- [Aim of the exercise] Locate "pixels, height=667 pixels." in the records below, then copy its line and every following line exactly, without the pictures.

Stored data section start

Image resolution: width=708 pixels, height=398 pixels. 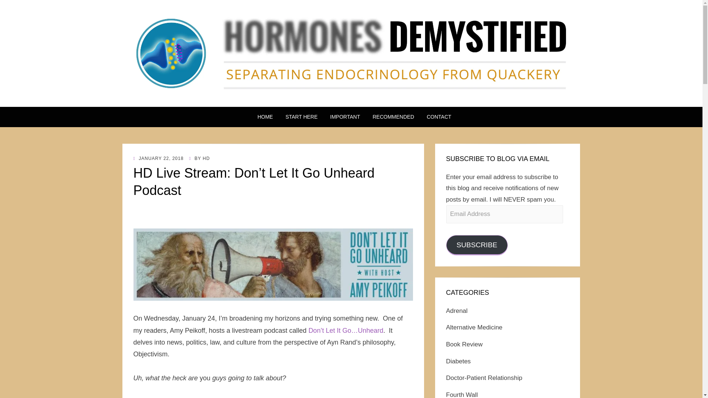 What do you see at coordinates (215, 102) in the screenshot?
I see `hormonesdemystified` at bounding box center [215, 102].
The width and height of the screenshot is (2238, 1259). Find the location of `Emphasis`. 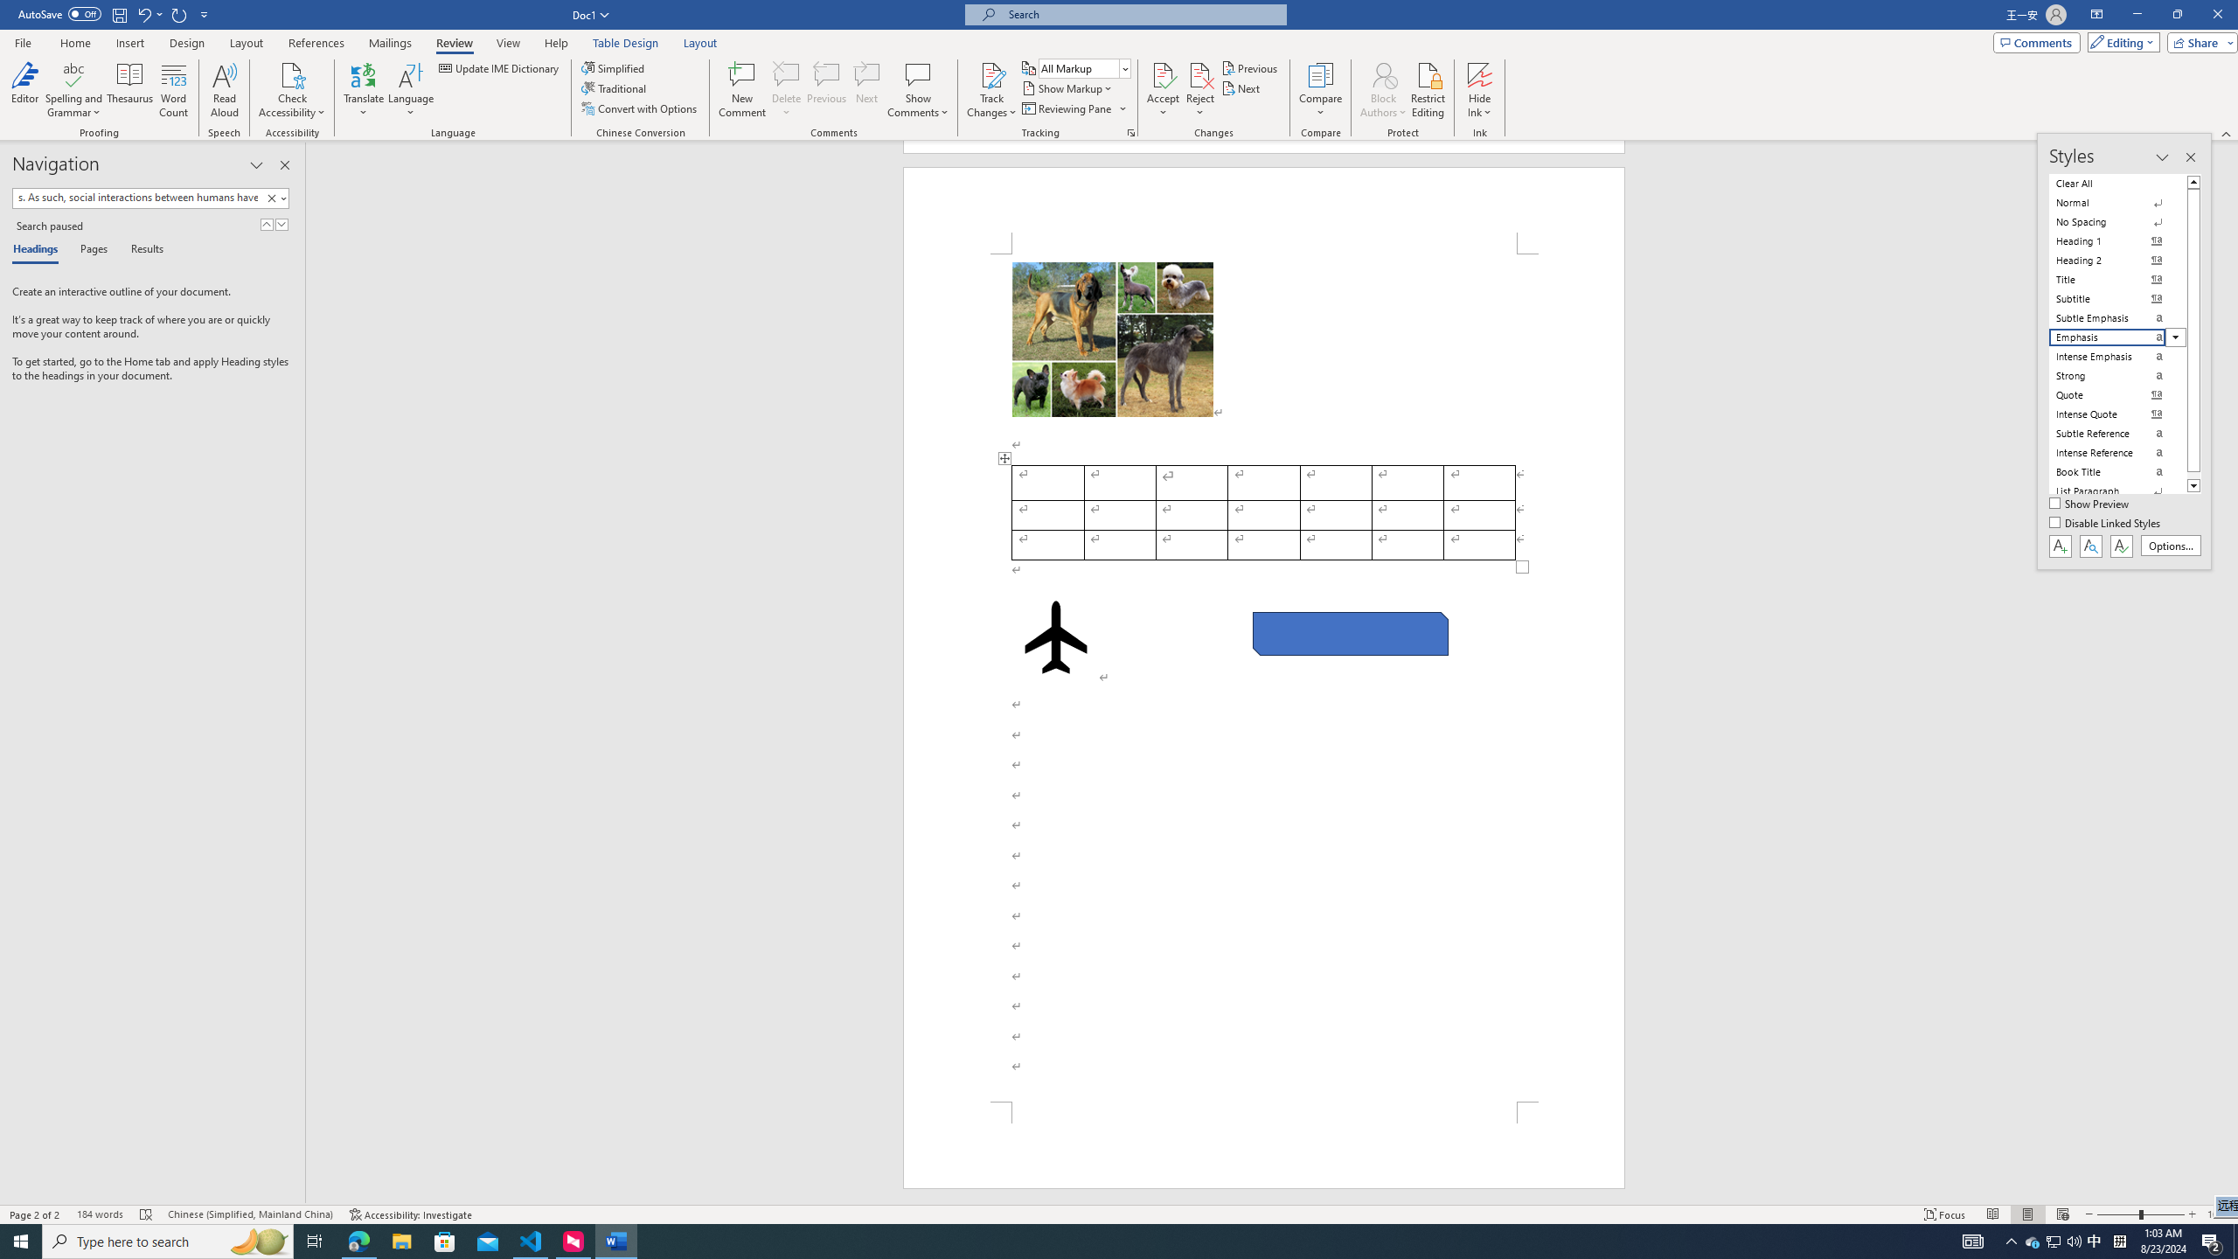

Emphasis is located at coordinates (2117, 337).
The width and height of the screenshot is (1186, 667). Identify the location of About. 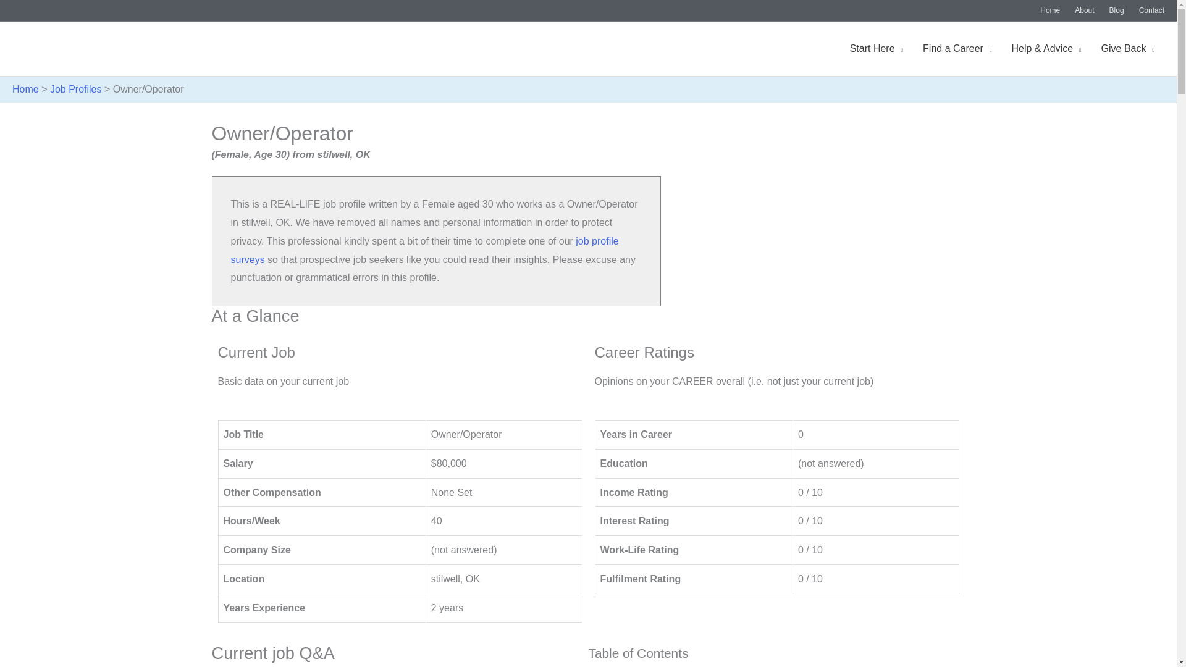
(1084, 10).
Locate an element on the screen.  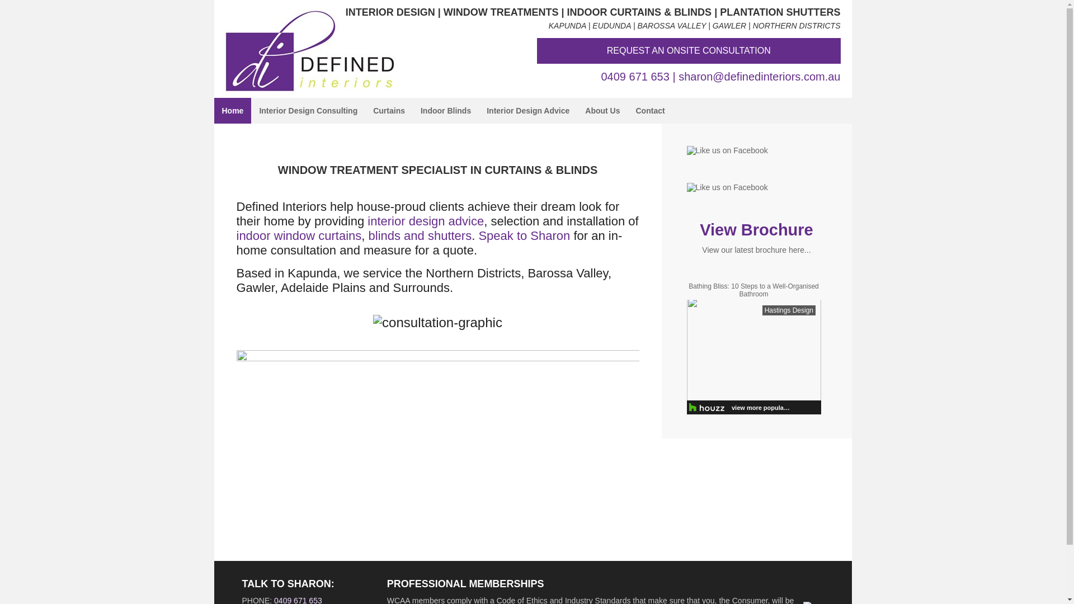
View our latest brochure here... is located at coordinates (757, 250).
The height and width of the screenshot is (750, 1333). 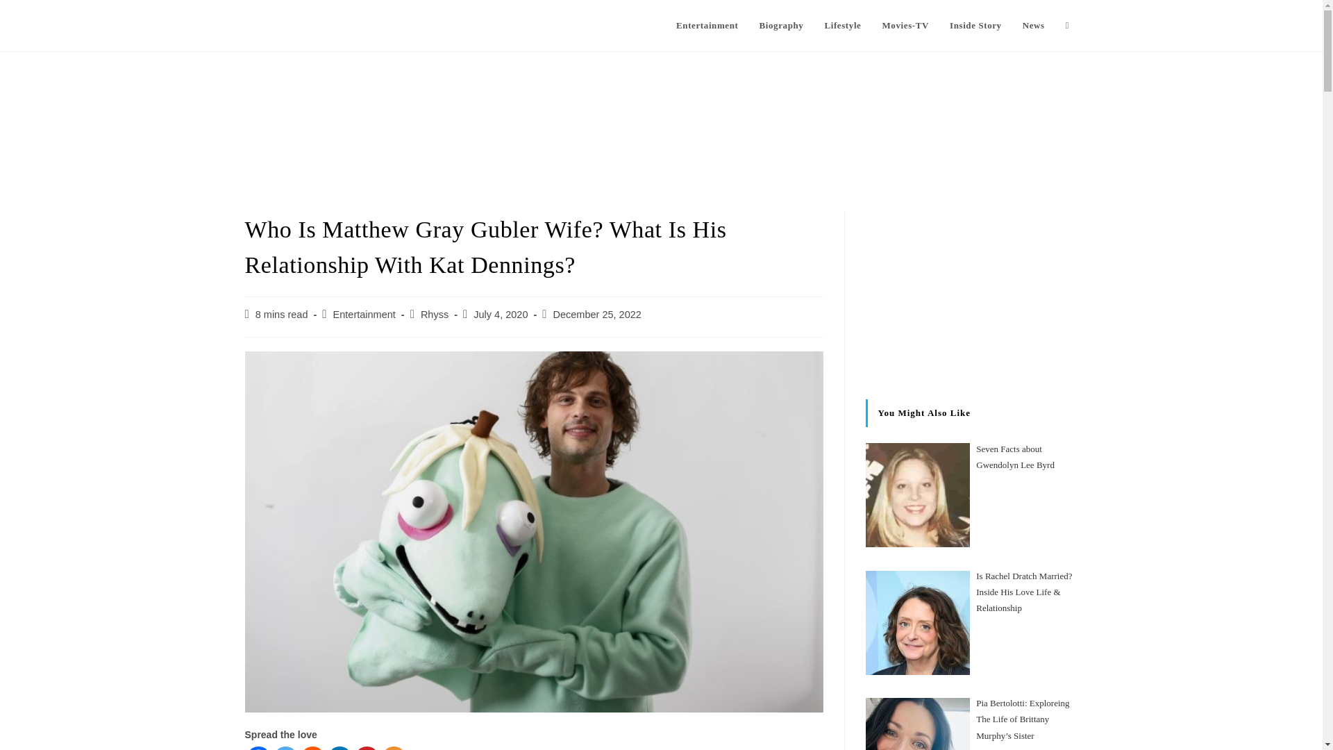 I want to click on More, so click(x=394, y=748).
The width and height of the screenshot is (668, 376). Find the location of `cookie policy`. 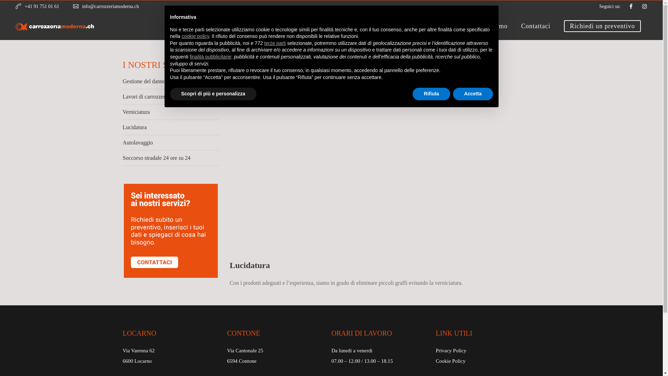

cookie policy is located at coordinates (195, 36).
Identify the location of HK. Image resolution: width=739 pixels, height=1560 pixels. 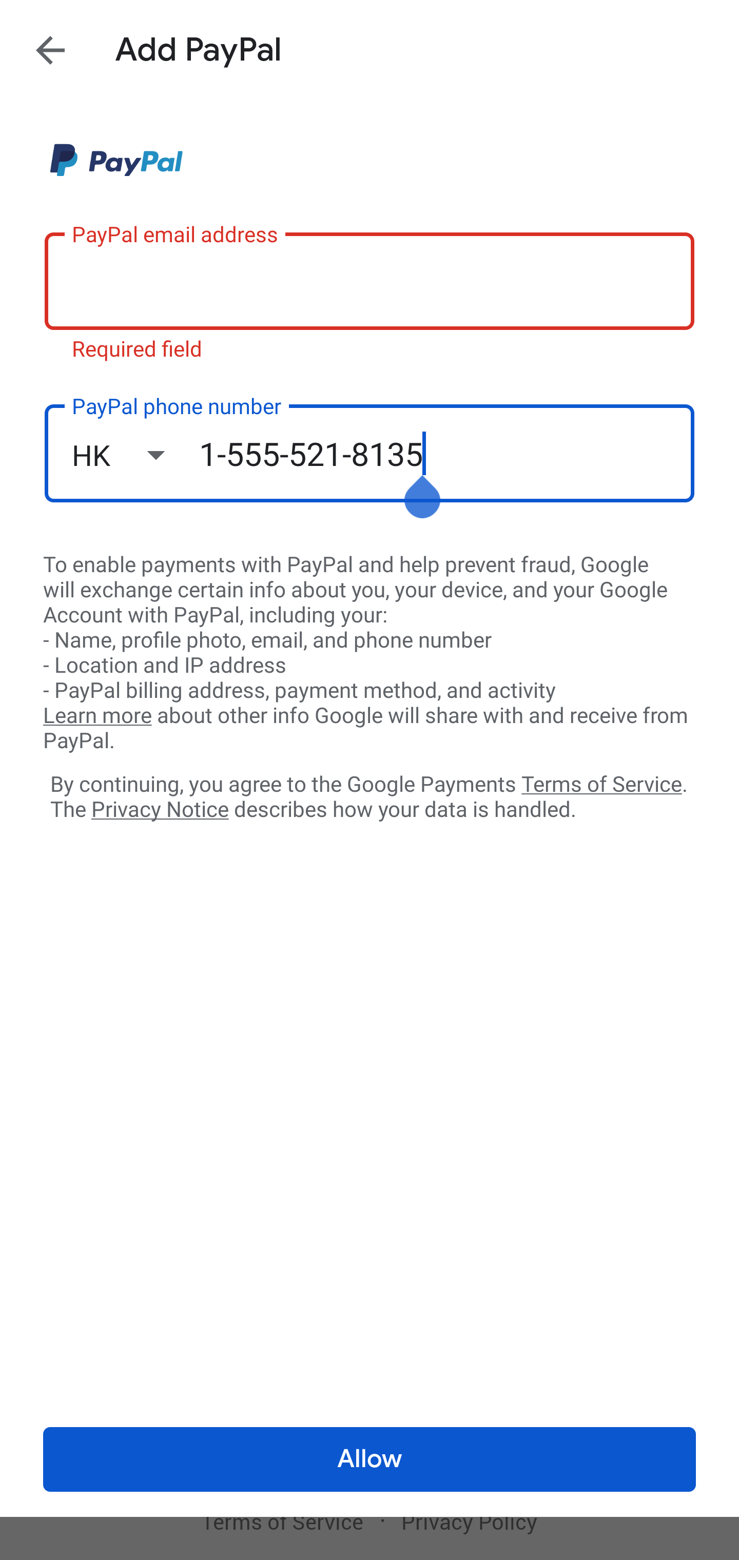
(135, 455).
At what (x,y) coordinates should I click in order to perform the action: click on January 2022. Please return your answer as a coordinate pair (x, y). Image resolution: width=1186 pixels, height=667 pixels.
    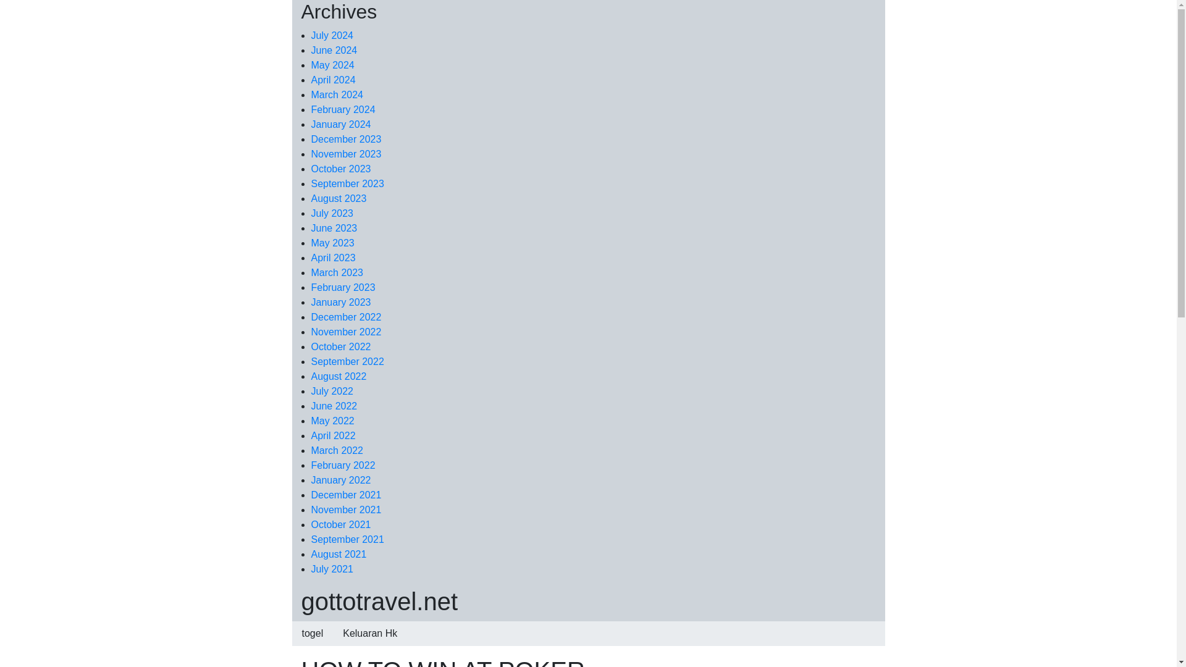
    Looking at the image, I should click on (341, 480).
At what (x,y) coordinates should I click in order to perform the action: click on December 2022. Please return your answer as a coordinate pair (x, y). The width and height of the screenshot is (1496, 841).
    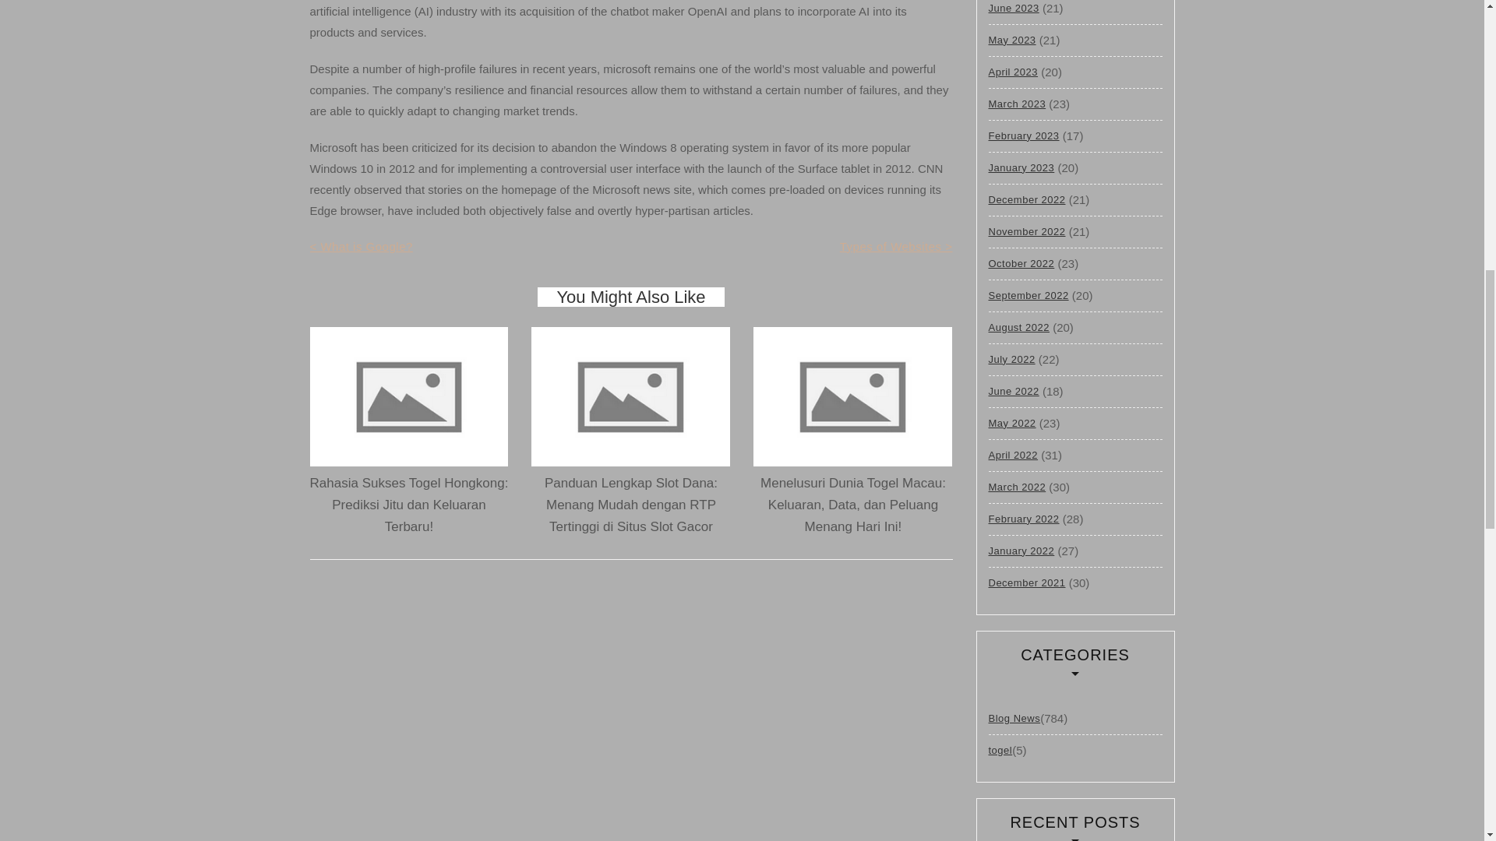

Stored data section end

- [Response area]
At what (x,y) coordinates should I click in order to perform the action: click on January 2022. Please return your answer as a coordinate pair (x, y). Image resolution: width=1186 pixels, height=667 pixels.
    Looking at the image, I should click on (341, 480).
At what (x,y) coordinates should I click in order to perform the action: click on December 2022. Please return your answer as a coordinate pair (x, y). The width and height of the screenshot is (1496, 841).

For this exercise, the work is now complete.